Tuesday, 14 December 2010

Cuts, Big Society & Decentralisation/Localism Equals The Big Bang

Combined with the massive cuts in public spending, the ConDem Government's Big Society initiative and its linked measures in the Decentralisation and Localism Bill will be like the Big Bang: destruction and chaos with no idea of what will emerge.

There will be five main response groups:

  • Monetarist extremists who believe the Government is not doing enough, like Rupert Murdoch.
  • Ostriches burying their heads in the sand believing that the Government is right because of the economic situation.
  • Outright oppositionists whose only weapons are anti-cuts campaigning, increased protest, and civil disobedience.
  • Engagers who argue that anti-cuts campaigning will have no effect and will try and salvage and build from the chaos.
Lastly, there are those, and I count myself among them, who are arguing that a multiple strategy including opposition and engagement is needed, to focus on the contradictions in the ConDem programme. Detailed arguments about this are discussed in my History & Social Action News 30 and the first issue of my Wandsworth Back To The Future newsletter, both available on request by email.

As one of those who has been working to build the Big Society over the last forty years, I recognise that it cannot be done without state money. In the 19thC the working and middle classes built an impressively large infrastructure of organisations covering life and medical insurance, unemployment support, medical services, housing and land development, retailing and production, farming, education and learning, and culture through mutual aid fundraising, supported by the philantrophy of the better off. Despite its ups and downs and inadequacies the Co-op movement is heir to this tradition, as is Nationwide Building Society and even the National Trust.

But the activists knew that all this effort could only alleviate, not solve the social and economic problems of the time. They campaigned for state provision because it was only through legislative intervention and funding that services to each down into society like education for all, better housing, planning control, etc. The municipal socialist agenda that emerged out of Battersea in the period of the New Unionist explosion remained central within the labour movement until its dismantling under Thatcher.

So the Big Society initiative is fine in principle but without funding to support it it is a fig leaf, a deceit, a con trick, it is the Emperor's New Clothes. But in order to convince a large section of the public that what the ConDem Government is doing is fundamentally wrong, and to try and salvage something, requires us creative engagement with the agenda, and to see how the powers in the Decentralisation and Localism Bill can be reshaped to be valuable tools in the arguments in every local authority about how to minimise the destruction. The Bill opens up new arenas for lobbying and campaigning.

What the Tories need to understand is that they cannot control the consequences of their actions. While they will have expected a reaction form students, they clearly did not realise that this would re-energise the generation which cut its teeth in political action in the late 1960s/early 70s. Nor did they realise that their policy to withdraw EMA would radicalise a growing number of secondary school children. Future historians may well see that a key motivating factor in the student protest was the the background MPs expenses scandal. This helped many turn to the Lib Dems because they seemed to be more honest, but now see that they are just as prepared to betray them as they thought the other two Parties were.

When the police charged the Trafalgar free speech/right of assembly demonstrators in November 1887, who would have thought that the Police Commissioner of the day would have to resign, and that legislation would have to be passed to give the right of assembly in the Square? Who would have thought that the new emerging protest movement of that Bloody Sunday affair would have helped the Match-Girls to win their strike and spark alight the New Unionist explosion from 1889-92? And who would have thought that one of those who they imprisoned for his role at Trafalgar Square would be a major leader in that explosion and an MP from 1892.

The Liberals should ponder on their history. It was they who brought that man, John Burns, into their Cabinet. And while their Government that brought in old age pensions, national insurance, labour exchanges and town and country planning, it also ruled through a long prolonged period of civil unrest and protest: the suffragettes and the Great Unrest of the labour movement, and the Unionist threat of armed revolt in Ulster. They then made the great mistake after the First World War of allying with the Tories, leading in the turmoil of mass unemployment and protest to their collapse as a major political force.

A poem that made a big impression on me at school was Yeat's The Second Coming:

Turning and turning in the widening gyre
The falcon cannot hear the falconer;
Things fall apart; the centre cannot hold;
Mere anarchy is loosed upon the world,


That is what the ConDem's are unleashing. The problem is that Yeat's beast slouching towards Bethlehem might not be a resurgence of Labour or a new mass Socialist Party, but a new fascism.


Your answer should be one number: how many lines of the records hold the string "with".

Records from a collection ▸
━━━━━━━━
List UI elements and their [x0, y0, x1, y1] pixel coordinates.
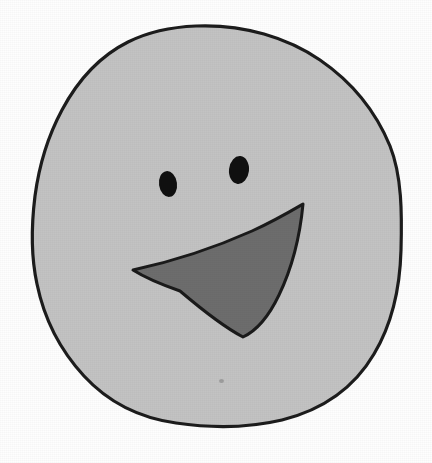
drawing-canvas	[0, 0, 432, 463]
smiley-face-drawing	[0, 0, 432, 463]
paper-speck	[219, 379, 224, 383]
face-outline	[32, 26, 401, 427]
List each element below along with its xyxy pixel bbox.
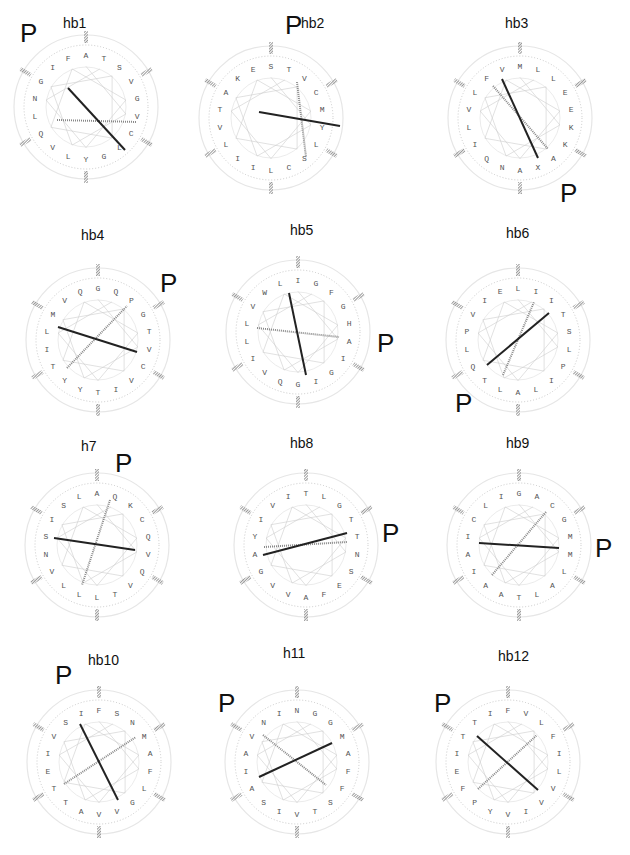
helical-wheel-panel-hb5: hb5 P IGFGHAIGIGQVILLVWL [210, 210, 420, 424]
residue-label: I [235, 154, 240, 163]
residue-label: I [50, 515, 55, 524]
residue-label: Q [278, 377, 283, 386]
residue-label: M [518, 62, 523, 71]
residue-label: V [466, 105, 471, 114]
residue-label: A [252, 550, 257, 559]
hydrophobic-moment-vector-primary [502, 79, 538, 158]
residue-label: M [51, 310, 56, 319]
residue-label: T [101, 54, 106, 63]
residue-label: L [516, 284, 521, 293]
residue-label: C [129, 129, 134, 138]
residue-label: G [135, 94, 140, 103]
residue-label: V [250, 732, 255, 741]
residue-label: V [50, 143, 55, 152]
residue-label: L [32, 112, 37, 121]
residue-label: A [84, 51, 89, 60]
residue-label: F [551, 732, 556, 741]
helical-wheel-panel-hb9: hb9 P GACGMMLALTAAIAICLI [420, 420, 630, 634]
dotted-ring [235, 700, 359, 824]
residue-label: E [337, 581, 342, 590]
helical-wheel-diagram: GACGMMLALTAAIAICLI [420, 420, 630, 634]
residue-label: L [66, 152, 71, 161]
hydrophobic-moment-vector-primary [259, 112, 340, 126]
residue-label: N [32, 94, 37, 103]
residue-label: A [518, 166, 523, 175]
residue-label: G [312, 709, 317, 718]
residue-label: T [304, 489, 309, 498]
residue-label: V [286, 590, 291, 599]
residue-label: A [550, 581, 555, 590]
residue-label: Y [252, 532, 257, 541]
residue-label: A [499, 590, 504, 599]
residue-label: Y [84, 155, 89, 164]
residue-label: G [562, 515, 567, 524]
residue-label: M [142, 732, 147, 741]
residue-label: A [347, 337, 352, 346]
helical-wheel-diagram: FSNMAFLGVVATTEIVSI [0, 640, 210, 854]
residue-label: Y [78, 385, 83, 394]
residue-label: L [551, 74, 556, 83]
helical-wheel-diagram: LIITSLPILALTQLPVIE [420, 210, 630, 424]
residue-label: S [63, 718, 68, 727]
residue-label: Q [140, 567, 145, 576]
residue-label: T [96, 388, 101, 397]
residue-label: I [259, 515, 264, 524]
residue-label: C [472, 515, 477, 524]
residue-label: I [79, 709, 84, 718]
helical-wheel-panel-hb1: hb1 P ATSVGVCLGYLVQLNGIF [0, 0, 210, 214]
residue-label: A [250, 784, 255, 793]
residue-label: I [499, 492, 504, 501]
residue-label: F [97, 706, 102, 715]
residue-label: V [217, 123, 222, 132]
residue-label: T [52, 784, 57, 793]
residue-label: I [482, 296, 487, 305]
residue-label: L [269, 166, 274, 175]
residue-label: T [482, 376, 487, 385]
helical-wheel-diagram: STVCMYLSCLIILVTAKE [210, 0, 420, 214]
residue-label: N [355, 550, 360, 559]
residue-label: V [523, 709, 528, 718]
residue-label: T [147, 327, 152, 336]
residue-label: L [567, 345, 572, 354]
residue-label: S [349, 567, 354, 576]
residue-label: I [472, 567, 477, 576]
residue-label: G [517, 489, 522, 498]
residue-label: F [329, 288, 334, 297]
helical-wheel-panel-hb8: hb8 P TLGTTNSEFAVVGAYIVI [210, 420, 420, 634]
residue-label: T [517, 593, 522, 602]
residue-label: T [217, 105, 222, 114]
residue-label: A [243, 749, 248, 758]
residue-label: T [286, 65, 291, 74]
residue-label: L [557, 767, 562, 776]
residue-label: G [296, 380, 301, 389]
residue-label: A [346, 749, 351, 758]
residue-label: G [96, 284, 101, 293]
helical-wheel-diagram: MLLEEKKAXANQILVLFV [420, 0, 630, 214]
residue-label: A [551, 154, 556, 163]
residue-label: L [244, 337, 249, 346]
residue-label: V [114, 807, 119, 816]
residue-label: I [243, 767, 248, 776]
residue-label: A [304, 593, 309, 602]
residue-label: N [295, 706, 300, 715]
residue-label: Y [488, 807, 493, 816]
residue-label: C [286, 163, 291, 172]
residue-label: V [128, 581, 133, 590]
residue-label: I [44, 345, 49, 354]
residue-label: G [259, 567, 264, 576]
residue-label: I [473, 140, 478, 149]
residue-label: G [341, 302, 346, 311]
residue-label: G [141, 310, 146, 319]
helical-wheel-diagram: NGGMAFFSTVISAIAVNI [210, 640, 420, 854]
residue-label: X [535, 163, 540, 172]
residue-label: G [337, 501, 342, 510]
residue-label: I [523, 807, 528, 816]
residue-label: N [130, 718, 135, 727]
residue-label: M [568, 550, 573, 559]
residue-label: E [498, 287, 503, 296]
residue-label: I [45, 749, 50, 758]
residue-label: I [251, 354, 256, 363]
residue-label: T [312, 807, 317, 816]
helical-wheel-panel-h7: h7 P AQKCQVQVTLLLVNSISL [0, 420, 210, 634]
residue-label: L [534, 590, 539, 599]
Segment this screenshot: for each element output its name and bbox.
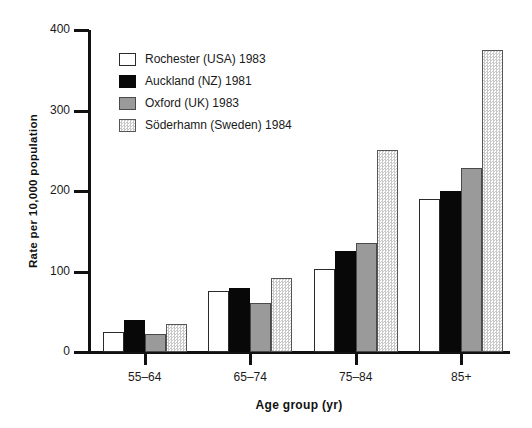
x-tick-mark xyxy=(144,354,147,365)
y-tick-label-wrap: 200 xyxy=(14,184,70,196)
y-tick-mark xyxy=(74,190,89,193)
legend-item: Söderhamn (Sweden) 1984 xyxy=(119,114,349,136)
chart-legend: Rochester (USA) 1983Auckland (NZ) 1981Ox… xyxy=(119,48,349,136)
legend-label: Söderhamn (Sweden) 1984 xyxy=(145,118,292,132)
bar xyxy=(461,168,482,352)
y-tick-mark xyxy=(74,29,89,32)
y-tick-label-wrap: 0 xyxy=(14,345,70,357)
y-tick-label-wrap: 400 xyxy=(14,23,70,35)
bar xyxy=(419,199,440,352)
bar xyxy=(356,243,377,352)
x-axis-title: Age group (yr) xyxy=(88,398,510,412)
bar xyxy=(124,320,145,352)
bar xyxy=(208,291,229,352)
legend-item: Rochester (USA) 1983 xyxy=(119,48,349,70)
bar xyxy=(166,324,187,352)
bar xyxy=(440,191,461,352)
y-tick-label: 0 xyxy=(24,345,70,357)
y-tick-label: 400 xyxy=(24,23,70,35)
bar xyxy=(145,334,166,353)
bar xyxy=(314,269,335,352)
bar xyxy=(377,150,398,352)
legend-item: Auckland (NZ) 1981 xyxy=(119,70,349,92)
y-tick-mark xyxy=(74,271,89,274)
bar xyxy=(229,288,250,352)
y-tick-label-wrap: 100 xyxy=(14,265,70,277)
bar xyxy=(103,332,124,352)
x-tick-mark xyxy=(460,354,463,365)
legend-swatch-icon xyxy=(119,53,136,66)
y-tick-mark xyxy=(74,110,89,113)
x-tick-label: 65–74 xyxy=(205,370,295,384)
x-tick-label: 75–84 xyxy=(311,370,401,384)
legend-swatch-icon xyxy=(119,97,136,110)
y-tick-mark xyxy=(74,351,89,354)
bar-chart: 0100200300400 Rate per 10,000 population… xyxy=(0,0,532,428)
x-tick-mark xyxy=(249,354,252,365)
x-tick-label: 55–64 xyxy=(100,370,190,384)
bar xyxy=(482,50,503,352)
y-tick-label-wrap: 300 xyxy=(14,104,70,116)
bar xyxy=(271,278,292,352)
x-tick-label: 85+ xyxy=(416,370,506,384)
bar xyxy=(250,303,271,352)
legend-swatch-icon xyxy=(119,119,136,132)
x-tick-mark xyxy=(355,354,358,365)
legend-label: Rochester (USA) 1983 xyxy=(145,52,266,66)
legend-label: Oxford (UK) 1983 xyxy=(145,96,239,110)
bar xyxy=(335,251,356,352)
legend-label: Auckland (NZ) 1981 xyxy=(145,74,252,88)
y-axis-title: Rate per 10,000 population xyxy=(27,96,39,286)
legend-item: Oxford (UK) 1983 xyxy=(119,92,349,114)
legend-swatch-icon xyxy=(119,75,136,88)
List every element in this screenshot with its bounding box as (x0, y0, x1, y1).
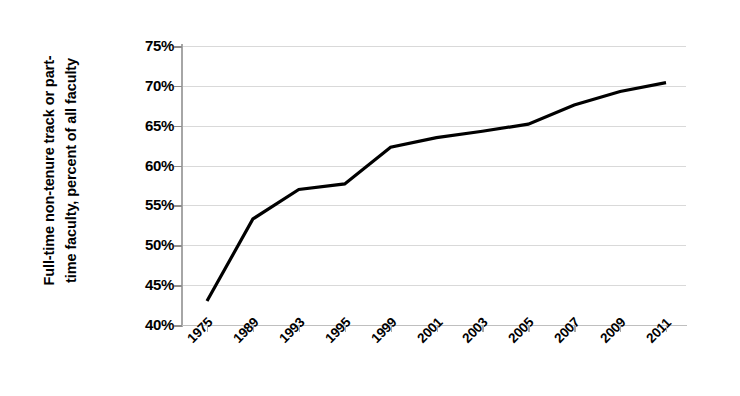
y-tick-label-40%: 40% (114, 317, 174, 332)
gridline-55% (181, 205, 686, 206)
y-tick-mark-70% (174, 86, 182, 88)
x-tick-mark-1999 (391, 325, 392, 332)
y-tick-label-50%: 50% (114, 237, 174, 252)
y-tick-label-70%: 70% (114, 78, 174, 93)
y-tick-mark-60% (174, 166, 182, 168)
plot-frame (181, 46, 686, 325)
y-tick-mark-75% (174, 46, 182, 48)
y-axis-title-line-2: time faculty, percent of all faculty (60, 55, 82, 285)
y-tick-label-75%: 75% (114, 38, 174, 53)
x-tick-mark-2003 (482, 325, 483, 332)
gridline-65% (181, 126, 686, 127)
y-tick-mark-50% (174, 245, 182, 247)
x-axis-tick-labels: 1975198919931995199920012003200520072009… (0, 336, 740, 396)
y-axis-title-line-1: Full-time non-tenure track or part- (38, 55, 60, 285)
y-tick-label-60%: 60% (114, 158, 174, 173)
gridline-60% (181, 166, 686, 167)
x-tick-mark-2005 (528, 325, 529, 332)
line-chart: Full-time non-tenure track or part- time… (0, 0, 740, 396)
y-tick-mark-65% (174, 126, 182, 128)
y-tick-label-45%: 45% (114, 277, 174, 292)
x-tick-mark-1989 (253, 325, 254, 332)
x-tick-mark-2001 (437, 325, 438, 332)
plot-area (181, 46, 686, 325)
x-tick-mark-1975 (207, 325, 208, 332)
gridline-45% (181, 285, 686, 286)
y-axis-title: Full-time non-tenure track or part- time… (0, 0, 120, 340)
x-tick-mark-1993 (299, 325, 300, 332)
y-tick-mark-45% (174, 285, 182, 287)
x-tick-mark-2009 (620, 325, 621, 332)
y-tick-label-65%: 65% (114, 118, 174, 133)
y-tick-mark-55% (174, 205, 182, 207)
x-tick-mark-1995 (345, 325, 346, 332)
y-tick-label-55%: 55% (114, 197, 174, 212)
gridline-75% (181, 46, 686, 47)
y-tick-mark-40% (174, 325, 182, 327)
gridline-50% (181, 245, 686, 246)
gridline-70% (181, 86, 686, 87)
x-tick-mark-2007 (574, 325, 575, 332)
x-tick-mark-2011 (666, 325, 667, 332)
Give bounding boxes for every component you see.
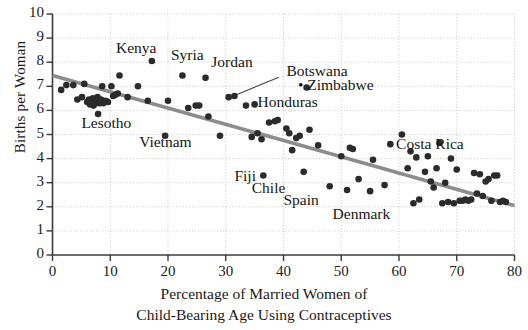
plot-canvas <box>0 0 528 330</box>
grid-lines <box>53 14 515 255</box>
annotation-leader-line <box>230 77 279 97</box>
scatter-plot-figure: 01020304050607080 012345678910 KenyaSyri… <box>0 0 528 330</box>
tick-marks <box>47 14 515 261</box>
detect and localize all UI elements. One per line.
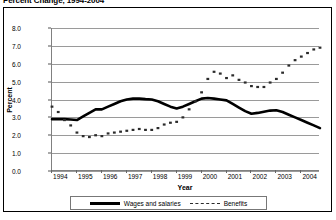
chart-title: Percent Change, 1994-2004 (3, 0, 104, 5)
x-tick-label: 1996 (103, 173, 117, 180)
data-point (256, 86, 259, 88)
data-point (213, 71, 216, 73)
data-point (275, 78, 278, 80)
legend-label: Wages and salaries (124, 200, 181, 207)
data-point (125, 130, 128, 132)
x-tick-mark (51, 170, 52, 173)
x-tick-label: 1999 (178, 173, 192, 180)
x-tick-mark (176, 170, 177, 173)
x-tick-label: 1994 (53, 173, 67, 180)
plot-area (51, 28, 319, 171)
x-axis-title: Year (51, 184, 319, 191)
legend-label: Benefits (224, 200, 248, 207)
data-point (219, 72, 222, 74)
data-point (144, 129, 147, 131)
data-point (100, 135, 103, 137)
gridline (52, 171, 319, 172)
data-point (119, 131, 122, 133)
y-tick-label: 0.0 (12, 168, 21, 175)
data-point (57, 111, 60, 113)
data-point (132, 129, 135, 131)
data-point (300, 56, 303, 58)
y-tick-label: 5.0 (12, 78, 21, 85)
data-point (312, 48, 315, 50)
data-point (188, 108, 191, 110)
data-point (94, 134, 97, 136)
x-tick-mark (101, 170, 102, 173)
legend-swatch-solid (90, 202, 120, 205)
legend-entry: Wages and salaries (90, 200, 181, 207)
x-tick-label: 1998 (153, 173, 167, 180)
x-tick-mark (201, 170, 202, 173)
y-tick-label: 3.0 (12, 114, 21, 121)
x-tick-label: 2003 (277, 173, 291, 180)
x-tick-mark (151, 170, 152, 173)
data-point (175, 121, 178, 123)
data-point (238, 79, 241, 81)
x-tick-label: 2000 (203, 173, 217, 180)
data-point (281, 72, 284, 74)
data-point (113, 131, 116, 133)
x-tick-label: 2001 (228, 173, 242, 180)
x-tick-mark (226, 170, 227, 173)
data-point (76, 131, 79, 133)
data-point (51, 106, 54, 108)
y-tick-label: 1.0 (12, 150, 21, 157)
data-point (157, 127, 160, 129)
x-tick-label: 2004 (302, 173, 316, 180)
chart-legend: Wages and salariesBenefits (70, 196, 267, 210)
data-point (150, 129, 153, 131)
data-point (163, 123, 166, 125)
series-line (52, 98, 320, 128)
data-point (263, 86, 266, 88)
x-tick-label: 2002 (253, 173, 267, 180)
data-point (250, 85, 253, 87)
y-tick-label: 6.0 (12, 60, 21, 67)
y-tick-label: 2.0 (12, 132, 21, 139)
data-point (306, 52, 309, 54)
data-point (319, 47, 322, 49)
chart-figure-frame: 0.01.02.03.04.05.06.07.08.0 Percent 1994… (3, 7, 332, 212)
series-layer (52, 28, 320, 171)
data-point (82, 135, 85, 137)
data-point (138, 128, 141, 130)
legend-entry: Benefits (190, 200, 248, 207)
y-tick-label: 4.0 (12, 96, 21, 103)
x-tick-mark (250, 170, 251, 173)
data-point (107, 132, 110, 134)
data-point (206, 78, 209, 80)
x-tick-mark (126, 170, 127, 173)
x-tick-mark (300, 170, 301, 173)
data-point (287, 64, 290, 66)
x-tick-mark (76, 170, 77, 173)
data-point (231, 74, 234, 76)
data-point (269, 81, 272, 83)
y-tick-label: 7.0 (12, 42, 21, 49)
data-point (200, 91, 203, 93)
data-point (294, 59, 297, 61)
x-tick-mark (275, 170, 276, 173)
legend-swatch-dashed (190, 203, 220, 204)
data-point (194, 100, 197, 102)
data-point (63, 119, 66, 121)
data-point (244, 81, 247, 83)
x-tick-label: 1995 (78, 173, 92, 180)
data-point (88, 136, 91, 138)
y-axis-title: Percent (6, 87, 13, 113)
data-point (181, 116, 184, 118)
data-point (169, 122, 172, 124)
data-point (225, 77, 228, 79)
y-tick-label: 8.0 (12, 25, 21, 32)
data-point (69, 124, 72, 126)
x-tick-label: 1997 (128, 173, 142, 180)
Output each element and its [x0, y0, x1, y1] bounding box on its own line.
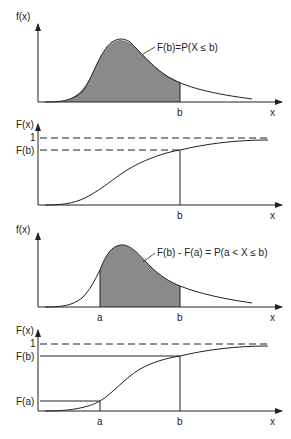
y-axis-label: F(x): [16, 119, 34, 130]
panel-cdf-b: F(x) 1 F(b) b x: [16, 119, 282, 221]
level-fb-label: F(b): [16, 351, 34, 362]
x-axis-label: x: [270, 210, 275, 221]
level-fb-label: F(b): [16, 145, 34, 156]
level-fa-label: F(a): [16, 396, 34, 407]
y-axis-label: F(x): [16, 325, 34, 336]
annotation-leader: [143, 47, 155, 54]
level-one-label: 1: [30, 132, 36, 143]
y-axis-label: f(x): [16, 11, 30, 22]
x-axis-label: x: [270, 312, 275, 323]
x-axis-label: x: [270, 107, 275, 118]
tick-b: b: [177, 210, 183, 221]
x-axis-label: x: [270, 416, 275, 427]
panel-cdf-interval: F(x) 1 F(b) F(a) a b x: [16, 325, 282, 427]
y-axis-label: f(x): [16, 224, 30, 235]
panel-pdf-interval: f(x) F(b) - F(a) = P(a < X ≤ b) a b x: [16, 224, 282, 323]
tick-b: b: [177, 416, 183, 427]
tick-a: a: [97, 312, 103, 323]
panel-pdf-cumulative: f(x) F(b)=P(X ≤ b) b x: [16, 11, 282, 118]
tick-b: b: [177, 312, 183, 323]
probability-diagram: f(x) F(b)=P(X ≤ b) b x F(x) 1 F(b) b x f…: [0, 0, 291, 439]
annotation-label: F(b)=P(X ≤ b): [157, 42, 218, 53]
level-one-label: 1: [30, 338, 36, 349]
tick-a: a: [97, 416, 103, 427]
annotation-leader: [143, 253, 155, 262]
tick-b: b: [177, 107, 183, 118]
annotation-label: F(b) - F(a) = P(a < X ≤ b): [157, 247, 268, 258]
━━━━━━━━
Finished exercise ▸
2